Efficient: As mentioned in the previous point, Web Services allow
applications to be broken down into smaller logical components, which
makes the integration of applications easier as it is done on a granular
basis. This makes Web Services solutions for EAI much more efficient
than traditional EAI solutions.
Dynamic: Web Services provide a dynamic approach to integration by
offering dynamic interfaces, whereas traditional EAI solutions are pretty
much static in nature.
Web Services could eliminate the high cost and complexity of
application integration. And that began to change when IBM and
Microsoft published the Simple Object Access Protocol (SOAP)
specification in May of 2000. The Web Services model represents a
universal acceptance on the part of software vendors that integration
middleware built on open standards is both possible and beneficial.

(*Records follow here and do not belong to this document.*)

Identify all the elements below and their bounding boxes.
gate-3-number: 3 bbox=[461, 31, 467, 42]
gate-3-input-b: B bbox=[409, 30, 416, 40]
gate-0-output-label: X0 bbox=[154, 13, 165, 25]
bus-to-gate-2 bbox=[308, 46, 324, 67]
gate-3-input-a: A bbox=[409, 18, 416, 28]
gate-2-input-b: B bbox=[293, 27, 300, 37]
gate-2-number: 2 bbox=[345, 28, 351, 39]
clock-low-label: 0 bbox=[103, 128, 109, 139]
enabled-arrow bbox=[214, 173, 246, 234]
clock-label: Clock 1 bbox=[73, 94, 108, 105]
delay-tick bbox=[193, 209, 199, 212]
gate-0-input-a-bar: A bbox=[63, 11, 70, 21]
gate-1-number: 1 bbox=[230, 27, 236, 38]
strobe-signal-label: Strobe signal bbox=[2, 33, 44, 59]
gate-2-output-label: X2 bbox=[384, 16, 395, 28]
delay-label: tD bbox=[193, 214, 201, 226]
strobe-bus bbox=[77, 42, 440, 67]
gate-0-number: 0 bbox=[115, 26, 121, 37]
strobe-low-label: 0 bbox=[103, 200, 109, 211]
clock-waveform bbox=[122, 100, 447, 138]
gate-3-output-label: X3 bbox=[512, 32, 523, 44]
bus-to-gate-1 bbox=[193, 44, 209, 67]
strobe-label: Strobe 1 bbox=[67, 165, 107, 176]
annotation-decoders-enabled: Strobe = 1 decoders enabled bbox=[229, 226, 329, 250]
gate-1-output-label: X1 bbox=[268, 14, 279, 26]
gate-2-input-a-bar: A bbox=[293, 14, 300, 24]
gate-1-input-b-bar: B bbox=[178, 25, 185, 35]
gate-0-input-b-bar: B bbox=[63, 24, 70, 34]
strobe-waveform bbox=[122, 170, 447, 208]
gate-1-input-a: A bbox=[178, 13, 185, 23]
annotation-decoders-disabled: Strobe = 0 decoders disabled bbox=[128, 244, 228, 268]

Siebel and other industry players are uniting behind a single set of core
standards based on:
-
eXtensible Markup Language (XML). XML is a universal syntax
for describing and structuring data independent from the
application logic. It is really a "meta-language," meaning a
language that describes other languages. XML can be used to
define unlimited languages for specific industries and applications.
- Simple Object Access Protocol (SOAP). SOAP is a lightweight
XML-based protocol for exchange of information in a
decentralized, distributed environment. It functions as a standard
envelope for messages passing between different systems.
- Web Services Description Language (WSDL). WSDL is an XML
grammar for specifying a public interface for a Web service. This
interface describes the functional and operational requirements for
accessing Web Services, such as protocol binding requirements
and location information.
- Universal Description, Discovery and Integration (UDDI). UDDI
is the standard that defines the repository in which available web
services are stored, indexed, and organized.
- Web Services Interoperability (WS-I). WS-I in an industry
consortium focused on ensuring interoperability between vendor
solutions through its Web Services Interoperability Basic Profile.
The consortium is also mandated to develop interoperability
profiles for security and other products that leverage Web Services.
- Web Service Extensions. The core standards are being extended to
address critical issues, such as reliable messaging, security, process
orchestration, and long-running transactions.
- No two integration projects are exactly alike. The unique nature of each
project has forced most enterprises to rely on a web of homegrown
point-to-point integration code. Even Siebel is customized to the point
where each instance of the system has its own unique requirements.
- Gathering these requirements and doing a complete cost and effort
comparison is the critical first step in any integration project. The
requirements for each project are determined by the number and type of
applications, the format of the data, the type of transactions, and otherrequirements for security, performance, and reliability.